Medical aid in dying (MAID) is poised to be one of the hottest political health care issues of 2024. As in 2023, more than a dozen states will hold both impassioned hearings in legislative chambers and equally fervent debates in the community. Already, nearly twenty states have introduced bills to authorize MAID this year. They seek to join the eleven states that already authorize MAID for 73 million Americans (California, Colorado, District of Colombia, Hawaii, Maine, Montana, New Mexico, Oregon, Vermont, and Washington).
All these new bills are closely patterned on the 1994 Oregon Death with Dignity Act. On the one hand, this makes sense. The Oregon model has a solid patient safety track record and has served as a template for other U.S. and foreign laws. On the other hand, such feckless duplication is inexpedient. Many sponsors of the 2024 bills have taken a too-simplistic “copy and paste” approach. The Oregon model is dated. Over the past 30 years old, states have made significant innovations and amendments to their MAID statutes.
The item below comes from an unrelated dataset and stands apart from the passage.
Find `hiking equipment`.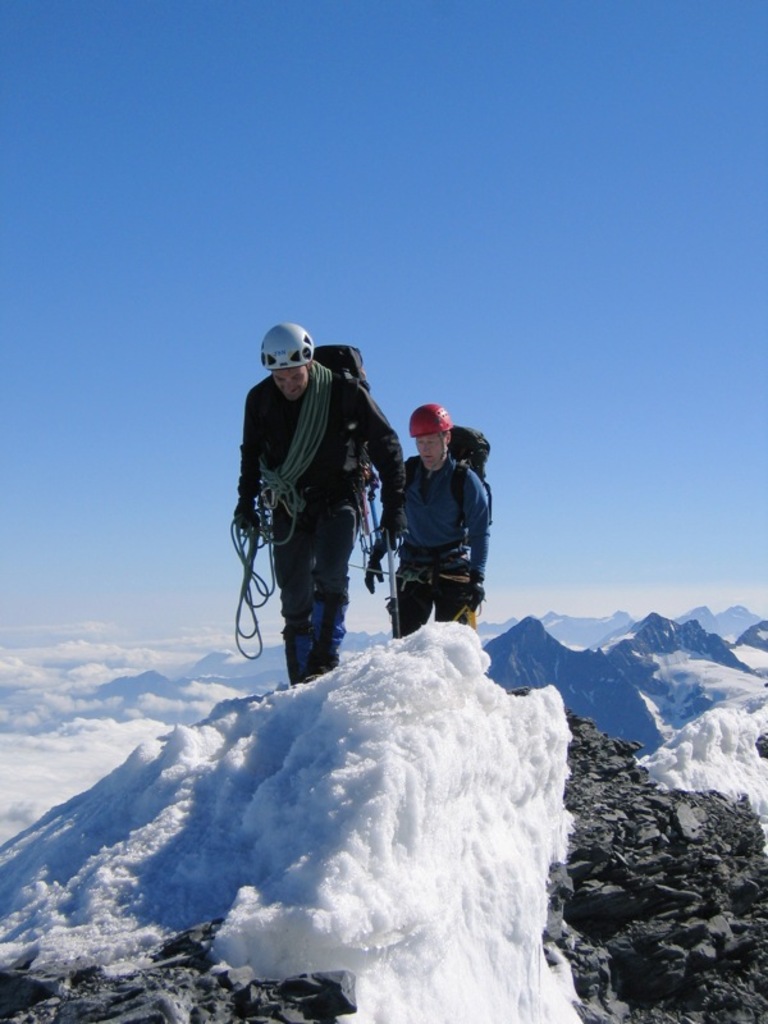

Accordingly, prospective states drafting their first MAID legislation should gather and consider more recent data and evidence. They should evaluate how MAID has been working in more than 100 years of combined experience in the existing 11 states. They should evaluate whether safeguards in the original Oregon model are still appropriate and effective. And they should examine innovations in other states and consider whether those changes are worth adopting.
One innovation is permitting non-physician professionals. For decades, only physicians could provide MAID. But it became increasingly obvious that this limited access. Especially in rural areas, physicians weren’t always available. So, when New Mexico enacted its MAID statute in 2021, it also authorized advanced practice registered nurses and physician assistants to provide MAID. In 2023, Hawaii and Washington followed suit. Prospective states should consider authorizing not only physicians but also APRNs and PAs.
A second innovation is shortening or waiving waiting periods. One of the traditional safeguards in U.S. MAID statutes required that the patient make two separate oral requests, the second after a waiting period of at least 15 days. The rationale was to permit patients to calmly reflect and deliberate about their decision. But decades of experience with MAID shows that many patients cannot wait that long. Since many patients don’t seriously consider MAID until the late stages of their illness, they either die or lose decision-making capacity before the end of the 15-day period. In short, the waiting period frequently constitutes an undue burden.
In response, several states have either shortened or waived the waiting period. Both California and New Mexico reduced their waiting periods from 15 days to 48 hours. Hawaii, Vermont, and Washington also reduced their waiting periods. A pending New Jersey bill proposes similar reductions. In addition to, or instead of, shortening the waiting period, some states exempt patients from having to satisfy the waiting period, however long it is, when the patient isn’t expected to survive that period. New Mexico, and Oregon, have already enacted such waiver laws. Prospective MAID states should consider this too.
A third innovation is removing the residency requirement. Traditionally, states limited MAID to their own residents. Many patients have been able to satisfy these residency requirements by, for example, briefly renting an apartment in the MAID jurisdiction. But while surmountable, residency requirements still pose an obstacle. Consequently, physicians and patients brought federal lawsuits challenging residency requirements in Oregon and Vermont as violating the privileges and immunities clause of the U.S. Constitution. After settling the lawsuits, those states removed the residency requirement. That opened the door to patients traveling to Oregon and Vermont for MAID from other states. A new lawsuit is proceeding in New Jersey. Prospective MAID states should consider whether they should (or constitutionally can) limit health care services to their own residents.
Admittedly, some states are undertaking a more careful and deliberate examination of MAID legislation. In January 2024, a task force of the New York State Bar Association published a 60-page report assessing various policy approaches for the legislature. North Carolina legislation calls on its state Institute of Medicine to study “developments in MAID legislation.” And in March 2024, a major academic conference in Salt Lake City will compare leading approaches to regulating MAID.
We now have a substantial and growing body of evidence on the effectiveness of different models of MAID legislation. More states should evaluate this evidence when crafting their own legislation.
Thaddeus Mason Pope is a foremost expert in medical law and clinical ethics. He maintains a special focus on patient rights, health care decision-making, and end-of-life options. A Hastings Center Fellow and a former Fulbright Scholar and Brocher Foundation Researcher, Pope is a law professor at Mitchell Hamline School of Law in Saint Paul, MN. While he serves in various consulting capacities, Pope has been particularly influential through his extensive and high-impact scholarship.
Ranked among the Top 20 most-cited health law scholars in the United States, Professor Pope has over 300 publications in leading medical journals, bioethics journals, and law reviews.
Pope authors topics in medical jurisprudence for The Merck Manual, co-authors the definitive biannually-updated reference book The Right to Die: The Law of End-of-Life Decision Making, and co-authors Voluntarily Stopping Eating and Drinking: A Compassionate Widely Available Option for Hastening Death. Pope also manages the Medical Futility Blog and can be reached on X @ThaddeusPope.